In 2017, Americans’ relationship with prescription drugs can be characterized in three ways: cost-rationing, misuse, and abuse.
Three new studies about medicines in America paint this picture, brought to light by the AARP, Truven Analytics, and Quest Diagnostics.
First, let’s look at the cost issue covered by AARP. AARP tracks the cost of prescription drugs among its constituents, namely people 50 years of age and over. The data were published in AARP’s Rx Price Watch Report, Trends in Retail Prices of Specialty Prescription Drugs Widely Used by Older Americans, 2006-2015. The average annual cost for one specialty medication used for a chronic condition was over $52,000 in 2015. That year, retail prices for 101 widely used specialty prescription drugs rose by 9.6%. This was 80 times faster than the rate of general inflation in the U.S. (which was 0.1%). Even older drugs’ prices, which had been on the market since 2006, increased cumulatively by an average of 177% over 10 years, when inflation increased 19.4%. Therapeutic drug categories with the highest price increases were for endocrine drugs (25%), DMARD (17%), Multiple Sclerosis (11%), Pulmonary Hypertension (11%), and Antipsoriatics (10%), all of which grew at least 10% between 2014-2015.
Truven Health Analytics, a unit of IBM Watson Health, published its Health Poll on Prescription Drugs last week in collaboration with NPR (National Public Radio). The top-line of the survey is that 1 in 3 Americans check the cost of a prescription drug before filling it. The surprise is that people with higher education and income are less-adherent to prescription drug regimens. This is illustrated in the second chart.
43% of people with income $100,000 and over check the cost of a medication before filling it, in contrast with 30% of people under $25K checking the cost and 29% of people earning $25-$49.9K a year checking the price.
While cost is the first reason a person won’t initially fill a prescription, patients’ drop-off from continuing a course of treatment happens due to side effects (29%), “didn’t need” it (17%), “felt better” (16%), “not working” (15%), and then cost (10%).
Cost as a factor for lack of adherence to a prescription drugs decreases with age: the older we are, the more likely we are to adhere to a drug regimen. Specifically, 64% of Millennials look for the cost of a medication before filling a prescription. Only 19% of people 65 and over check the price of a medication before filling it.
1 in 2 Americans misused prescription medications, based on Quest Diagnostics’ lab tests conducted among 3.4 million results between 2001 and 2016. On the upside, 1 in 3 adolescents tested showed signs of drugs misuse in 2016, down from 70% in 2011. Quest Diagnostics featured these findings in Prescription Drug Misuse in America: Diagnostic Insights in the Growing Drug Epidemic from Quest Diagnostics. The paper was published in concert with the PAINWeek 2017 meeting held last week in Las Vegas.
Quest learned that:
- 52% of patient lab tests showed signs of prescription drug misuse, down from 2011 when 63% of specimens tested for abuse. Quest points out that despite public health campaigns from both public and private sector messengers, misuse of prescription drugs continues to be prevalent.
- Drug misuse happens across age groups, genders, and people covered by all types of health plans — Medicare, Medicaid, and private plans alike.
- Dangerous drug combinations are common, crossing opioids, benzodiazepines, and alcohol. This implies that many people abusing prescription drugs are receiving prescriptions from at least one healthcare provider.
For historical context, I covered Quest Diagnostics’ study on prescription drug misuse last year here in Health Populi.
Health Populi’s Hot Points: Traditionally, the segment called “retail health” is long thought to include the front of the pharmacy where over-the-counter drugs are physically located. But increasingly, as patients take on more first-dollar costs for medicines that live behind-the-counter where the pharmacist stands, consumers confront sticker-shock. This becomes a retail moment-of-truth for the patient, now a consumer, who often makes a decision whether to fill, refill, or stick to a prescribed medicine based on its cost.
On the drug misuse/abuse part of the story, note that Quest Diagnostics found that prescription drug abuse happens across-the-board across men and women, all age cohorts (with adolescents misuse improving, thankfully), and across health plan types. This is evidence against the notion that the Affordable Care Act’s expansion of Medicaid has contributed to the opioid epidemic.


- **What you should do**: Copy out each entry below verbatim, skipping the images.

Records to use section start

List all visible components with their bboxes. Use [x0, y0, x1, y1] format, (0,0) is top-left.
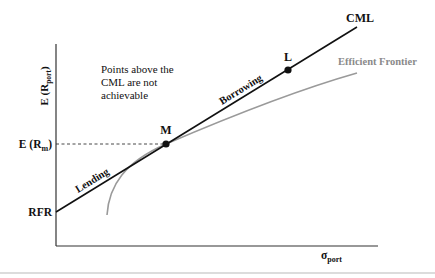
y-axis-label-sub: port	[44, 70, 53, 84]
point-l-label: L	[284, 50, 292, 64]
rfr-label: RFR	[28, 206, 52, 218]
x-axis-label-sub: port	[327, 255, 342, 264]
point-m-label: M	[160, 123, 171, 137]
annotation-line-3: achievable	[101, 89, 148, 101]
erm-label-close: )	[48, 138, 52, 151]
point-m-marker	[162, 140, 169, 147]
cml-diagram: M L CML Efficient Frontier Lending Borro…	[0, 0, 435, 278]
annotation-text: Points above the CML are not achievable	[101, 63, 176, 101]
erm-label: E (Rm)	[19, 138, 52, 153]
y-axis-label: E (Rport)	[38, 66, 53, 105]
annotation-line-2: CML are not	[101, 76, 157, 88]
cml-line	[56, 27, 357, 212]
borrowing-label: Borrowing	[217, 72, 264, 107]
y-axis-label-main: E (R	[38, 83, 51, 106]
point-l-marker	[284, 66, 291, 73]
efficient-frontier-label: Efficient Frontier	[338, 56, 417, 67]
x-axis-label: σport	[321, 249, 342, 264]
cml-label: CML	[346, 11, 374, 25]
y-axis-label-close: )	[38, 66, 51, 70]
annotation-line-1: Points above the	[101, 63, 174, 75]
erm-label-main: E (R	[19, 138, 42, 151]
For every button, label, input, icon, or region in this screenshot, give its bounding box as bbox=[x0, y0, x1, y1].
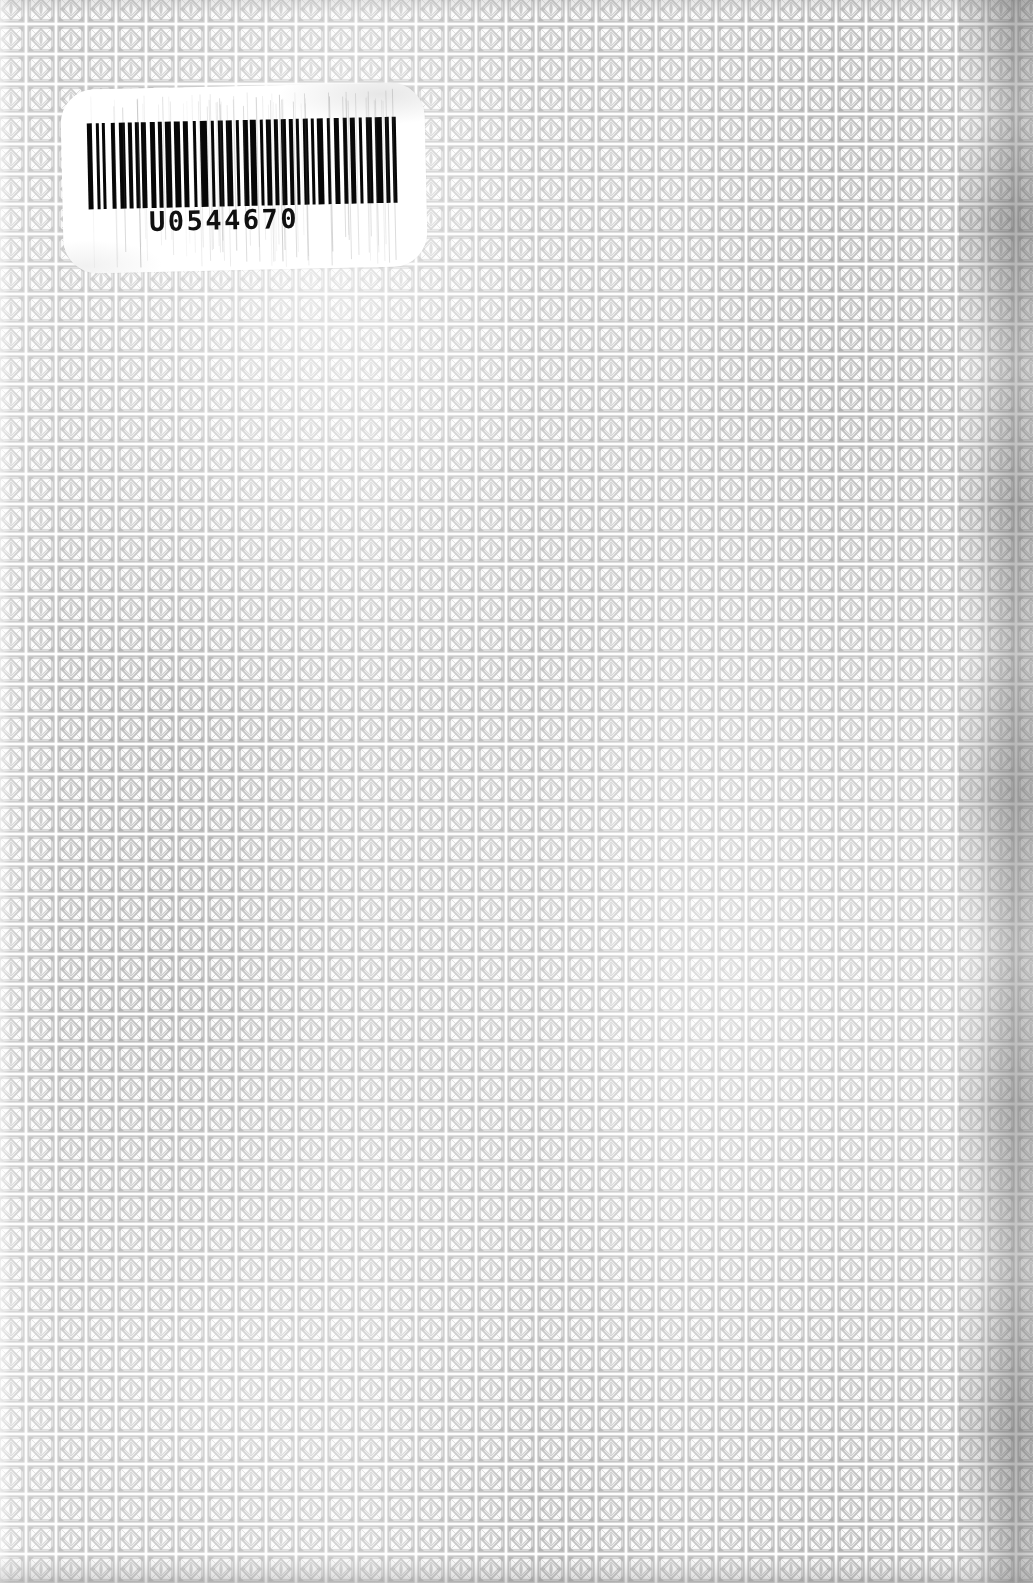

Records to use section end

- **Solution for this problem**:
List all visible components with their bboxes. Use [x0, y0, x1, y1] format, (0,0) is top-left.
y-axis-label-sub: port	[44, 70, 53, 84]
point-l-label: L	[284, 50, 292, 64]
rfr-label: RFR	[28, 206, 52, 218]
x-axis-label-sub: port	[327, 255, 342, 264]
point-m-label: M	[160, 123, 171, 137]
annotation-line-3: achievable	[101, 89, 148, 101]
erm-label-close: )	[48, 138, 52, 151]
point-m-marker	[162, 140, 169, 147]
cml-diagram: M L CML Efficient Frontier Lending Borro…	[0, 0, 435, 278]
annotation-text: Points above the CML are not achievable	[101, 63, 176, 101]
erm-label: E (Rm)	[19, 138, 52, 153]
y-axis-label: E (Rport)	[38, 66, 53, 105]
annotation-line-2: CML are not	[101, 76, 157, 88]
cml-line	[56, 27, 357, 212]
borrowing-label: Borrowing	[217, 72, 264, 107]
y-axis-label-main: E (R	[38, 83, 51, 106]
point-l-marker	[284, 66, 291, 73]
efficient-frontier-label: Efficient Frontier	[338, 56, 417, 67]
x-axis-label: σport	[321, 249, 342, 264]
cml-label: CML	[346, 11, 374, 25]
y-axis-label-close: )	[38, 66, 51, 70]
annotation-line-1: Points above the	[101, 63, 174, 75]
erm-label-main: E (R	[19, 138, 42, 151]
For every button, label, input, icon, or region in this screenshot, give its bounding box as bbox=[x0, y0, x1, y1].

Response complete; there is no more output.